In Case You Ever Thought That Lila Nelson Was Repressed

While visiting Lila Nelson this week, she showed me the tapestry on her loom.  Relatively small, only the top half was visible, revealing abstract shapes in dark saturated hues.  She started with a black and white cartoon,  intended as totally non-representational.  As she wove, however, the image was revealed – the collapsed I35 bridge.  A blue patch near the bottom was clearly water and the upright dark shapes the broken supports.  It makes sense that she was working this out, a tragedy that happened only blocks from her home.

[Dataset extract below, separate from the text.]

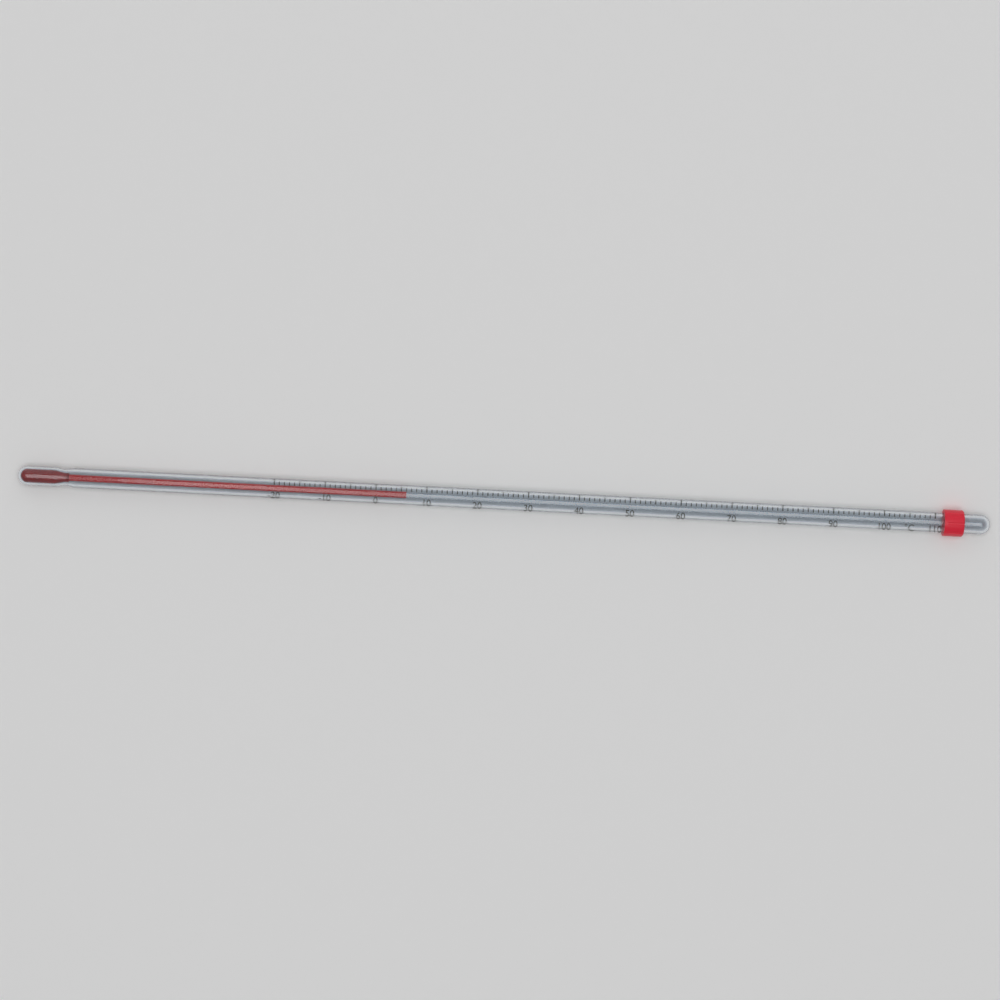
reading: 6 °C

Lila is very happy with her weaving right now.  “I’m feeling so much freer” she told me.   I asked which yarn she is typically using in her tapestries these days.  “Oh, anything I have.  I make it work.  I’m feeling so much freer.”  Those of us who have known Lila and admired her work for many years would question – was there a time when Lila seemed anything less that totally free and true to her own vision?

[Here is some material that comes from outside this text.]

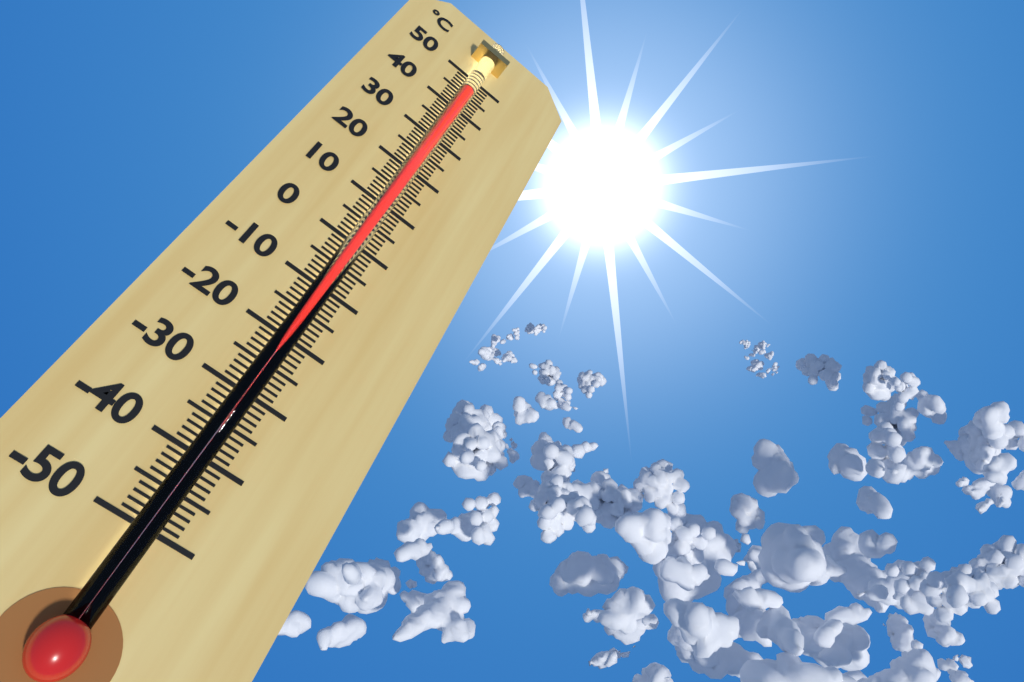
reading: 44 °C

As we chatted, I noticed the rya pillows on her sofa, and took some photos.  It’s fun to examine the denseness of various rya pieces; how many rows between the knots, how thick the yarn, how many strands in each knot.  As I took one of the pillows Lila made many years ago into the strongest light, I noticed that the colors in the pillow were exactly the same as the most recent tapestry still wound on the loom.  They are clearly the colors Lila loves, deep, saturated, bright.